Instructions to follow: Nothing in the records may be altered. Repeat them in full.

Material shown:

'''

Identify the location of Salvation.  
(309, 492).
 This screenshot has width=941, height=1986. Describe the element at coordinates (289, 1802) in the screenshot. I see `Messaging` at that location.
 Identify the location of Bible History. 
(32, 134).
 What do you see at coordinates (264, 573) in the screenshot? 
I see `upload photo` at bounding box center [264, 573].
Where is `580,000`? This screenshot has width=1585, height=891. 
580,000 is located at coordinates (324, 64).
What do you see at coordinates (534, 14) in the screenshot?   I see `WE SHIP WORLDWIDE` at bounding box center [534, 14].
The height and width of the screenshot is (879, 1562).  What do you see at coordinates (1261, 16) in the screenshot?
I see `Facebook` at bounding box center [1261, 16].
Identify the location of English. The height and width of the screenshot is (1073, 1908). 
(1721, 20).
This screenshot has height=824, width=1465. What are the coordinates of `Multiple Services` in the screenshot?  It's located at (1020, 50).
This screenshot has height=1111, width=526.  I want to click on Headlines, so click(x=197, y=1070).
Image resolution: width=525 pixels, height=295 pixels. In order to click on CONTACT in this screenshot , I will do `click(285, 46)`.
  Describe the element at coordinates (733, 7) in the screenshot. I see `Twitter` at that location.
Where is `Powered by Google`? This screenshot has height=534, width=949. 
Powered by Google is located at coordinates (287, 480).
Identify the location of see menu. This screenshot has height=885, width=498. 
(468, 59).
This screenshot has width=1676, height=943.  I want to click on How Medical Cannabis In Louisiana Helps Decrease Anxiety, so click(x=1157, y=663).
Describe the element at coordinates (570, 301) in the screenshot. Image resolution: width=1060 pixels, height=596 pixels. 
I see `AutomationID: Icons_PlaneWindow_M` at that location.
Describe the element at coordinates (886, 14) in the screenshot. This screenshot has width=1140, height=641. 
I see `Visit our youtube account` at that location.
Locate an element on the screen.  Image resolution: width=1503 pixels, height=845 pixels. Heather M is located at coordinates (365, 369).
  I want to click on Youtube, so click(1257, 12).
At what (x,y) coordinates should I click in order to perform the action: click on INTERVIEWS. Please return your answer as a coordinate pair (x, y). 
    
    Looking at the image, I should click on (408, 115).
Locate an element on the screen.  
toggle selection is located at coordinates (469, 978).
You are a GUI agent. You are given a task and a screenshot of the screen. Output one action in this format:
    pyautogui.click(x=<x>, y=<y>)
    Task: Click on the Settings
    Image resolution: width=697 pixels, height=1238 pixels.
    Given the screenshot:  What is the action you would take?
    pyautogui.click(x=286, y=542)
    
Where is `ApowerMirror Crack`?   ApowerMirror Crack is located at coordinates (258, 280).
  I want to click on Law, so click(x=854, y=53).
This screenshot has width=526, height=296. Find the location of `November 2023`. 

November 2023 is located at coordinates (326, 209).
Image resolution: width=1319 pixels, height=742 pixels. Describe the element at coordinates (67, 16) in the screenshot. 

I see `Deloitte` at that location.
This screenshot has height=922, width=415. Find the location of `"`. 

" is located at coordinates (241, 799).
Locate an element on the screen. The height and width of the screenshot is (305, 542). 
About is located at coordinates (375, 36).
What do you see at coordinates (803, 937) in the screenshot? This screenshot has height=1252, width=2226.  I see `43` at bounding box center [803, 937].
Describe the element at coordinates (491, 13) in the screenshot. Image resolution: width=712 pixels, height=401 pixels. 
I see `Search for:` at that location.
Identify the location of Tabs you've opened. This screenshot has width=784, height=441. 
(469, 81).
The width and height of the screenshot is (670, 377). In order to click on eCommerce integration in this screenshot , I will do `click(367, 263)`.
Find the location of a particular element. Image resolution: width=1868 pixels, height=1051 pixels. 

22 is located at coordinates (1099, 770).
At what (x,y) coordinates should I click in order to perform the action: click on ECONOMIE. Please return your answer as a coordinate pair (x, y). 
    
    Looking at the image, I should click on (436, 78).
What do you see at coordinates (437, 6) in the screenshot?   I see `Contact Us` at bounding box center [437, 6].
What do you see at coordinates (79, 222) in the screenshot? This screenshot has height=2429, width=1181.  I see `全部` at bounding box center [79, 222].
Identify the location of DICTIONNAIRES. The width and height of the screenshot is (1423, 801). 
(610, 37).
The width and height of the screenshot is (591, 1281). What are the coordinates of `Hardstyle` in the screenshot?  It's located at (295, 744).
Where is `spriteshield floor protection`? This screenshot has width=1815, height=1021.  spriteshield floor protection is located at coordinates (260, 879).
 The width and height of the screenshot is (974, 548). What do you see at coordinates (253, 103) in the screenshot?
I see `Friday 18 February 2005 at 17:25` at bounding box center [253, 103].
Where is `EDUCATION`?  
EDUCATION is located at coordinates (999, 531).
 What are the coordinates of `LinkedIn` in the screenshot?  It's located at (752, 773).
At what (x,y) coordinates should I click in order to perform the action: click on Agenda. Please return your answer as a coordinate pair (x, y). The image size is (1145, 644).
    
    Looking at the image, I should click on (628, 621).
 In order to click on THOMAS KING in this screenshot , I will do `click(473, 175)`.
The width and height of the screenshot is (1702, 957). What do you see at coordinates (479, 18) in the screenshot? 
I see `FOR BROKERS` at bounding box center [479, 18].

'''

Your solution:
Identify the location of Salvation.  
(309, 492).
 This screenshot has width=941, height=1986. Describe the element at coordinates (289, 1802) in the screenshot. I see `Messaging` at that location.
 Identify the location of Bible History. 
(32, 134).
 What do you see at coordinates (264, 573) in the screenshot? 
I see `upload photo` at bounding box center [264, 573].
Where is `580,000`? This screenshot has width=1585, height=891. 
580,000 is located at coordinates (324, 64).
What do you see at coordinates (534, 14) in the screenshot?   I see `WE SHIP WORLDWIDE` at bounding box center [534, 14].
The height and width of the screenshot is (879, 1562).  What do you see at coordinates (1261, 16) in the screenshot?
I see `Facebook` at bounding box center [1261, 16].
Identify the location of English. The height and width of the screenshot is (1073, 1908). 
(1721, 20).
This screenshot has height=824, width=1465. What are the coordinates of `Multiple Services` in the screenshot?  It's located at (1020, 50).
This screenshot has height=1111, width=526.  I want to click on Headlines, so click(x=197, y=1070).
Image resolution: width=525 pixels, height=295 pixels. In order to click on CONTACT in this screenshot , I will do `click(285, 46)`.
  Describe the element at coordinates (733, 7) in the screenshot. I see `Twitter` at that location.
Where is `Powered by Google`? This screenshot has height=534, width=949. 
Powered by Google is located at coordinates (287, 480).
Identify the location of see menu. This screenshot has height=885, width=498. 
(468, 59).
This screenshot has width=1676, height=943.  I want to click on How Medical Cannabis In Louisiana Helps Decrease Anxiety, so click(x=1157, y=663).
Describe the element at coordinates (570, 301) in the screenshot. Image resolution: width=1060 pixels, height=596 pixels. 
I see `AutomationID: Icons_PlaneWindow_M` at that location.
Describe the element at coordinates (886, 14) in the screenshot. This screenshot has width=1140, height=641. 
I see `Visit our youtube account` at that location.
Locate an element on the screen.  Image resolution: width=1503 pixels, height=845 pixels. Heather M is located at coordinates (365, 369).
  I want to click on Youtube, so click(1257, 12).
At what (x,y) coordinates should I click in order to perform the action: click on INTERVIEWS. Please return your answer as a coordinate pair (x, y). 
    
    Looking at the image, I should click on (408, 115).
Locate an element on the screen.  
toggle selection is located at coordinates (469, 978).
You are a GUI agent. You are given a task and a screenshot of the screen. Output one action in this format:
    pyautogui.click(x=<x>, y=<y>)
    Task: Click on the Settings
    Image resolution: width=697 pixels, height=1238 pixels.
    Given the screenshot:  What is the action you would take?
    pyautogui.click(x=286, y=542)
    
Where is `ApowerMirror Crack`?   ApowerMirror Crack is located at coordinates (258, 280).
  I want to click on Law, so click(x=854, y=53).
This screenshot has width=526, height=296. Find the location of `November 2023`. 

November 2023 is located at coordinates (326, 209).
Image resolution: width=1319 pixels, height=742 pixels. Describe the element at coordinates (67, 16) in the screenshot. 

I see `Deloitte` at that location.
This screenshot has height=922, width=415. Find the location of `"`. 

" is located at coordinates (241, 799).
Locate an element on the screen. The height and width of the screenshot is (305, 542). 
About is located at coordinates (375, 36).
What do you see at coordinates (803, 937) in the screenshot? This screenshot has height=1252, width=2226.  I see `43` at bounding box center [803, 937].
Describe the element at coordinates (491, 13) in the screenshot. Image resolution: width=712 pixels, height=401 pixels. 
I see `Search for:` at that location.
Identify the location of Tabs you've opened. This screenshot has width=784, height=441. 
(469, 81).
The width and height of the screenshot is (670, 377). In order to click on eCommerce integration in this screenshot , I will do `click(367, 263)`.
Find the location of a particular element. Image resolution: width=1868 pixels, height=1051 pixels. 

22 is located at coordinates (1099, 770).
At what (x,y) coordinates should I click in order to perform the action: click on ECONOMIE. Please return your answer as a coordinate pair (x, y). 
    
    Looking at the image, I should click on (436, 78).
What do you see at coordinates (437, 6) in the screenshot?   I see `Contact Us` at bounding box center [437, 6].
What do you see at coordinates (79, 222) in the screenshot? This screenshot has height=2429, width=1181.  I see `全部` at bounding box center [79, 222].
Identify the location of DICTIONNAIRES. The width and height of the screenshot is (1423, 801). 
(610, 37).
The width and height of the screenshot is (591, 1281). What are the coordinates of `Hardstyle` in the screenshot?  It's located at (295, 744).
Where is `spriteshield floor protection`? This screenshot has width=1815, height=1021.  spriteshield floor protection is located at coordinates (260, 879).
 The width and height of the screenshot is (974, 548). What do you see at coordinates (253, 103) in the screenshot?
I see `Friday 18 February 2005 at 17:25` at bounding box center [253, 103].
Where is `EDUCATION`?  
EDUCATION is located at coordinates (999, 531).
 What are the coordinates of `LinkedIn` in the screenshot?  It's located at (752, 773).
At what (x,y) coordinates should I click in order to perform the action: click on Agenda. Please return your answer as a coordinate pair (x, y). The image size is (1145, 644).
    
    Looking at the image, I should click on (628, 621).
 In order to click on THOMAS KING in this screenshot , I will do `click(473, 175)`.
The width and height of the screenshot is (1702, 957). What do you see at coordinates (479, 18) in the screenshot? 
I see `FOR BROKERS` at bounding box center [479, 18].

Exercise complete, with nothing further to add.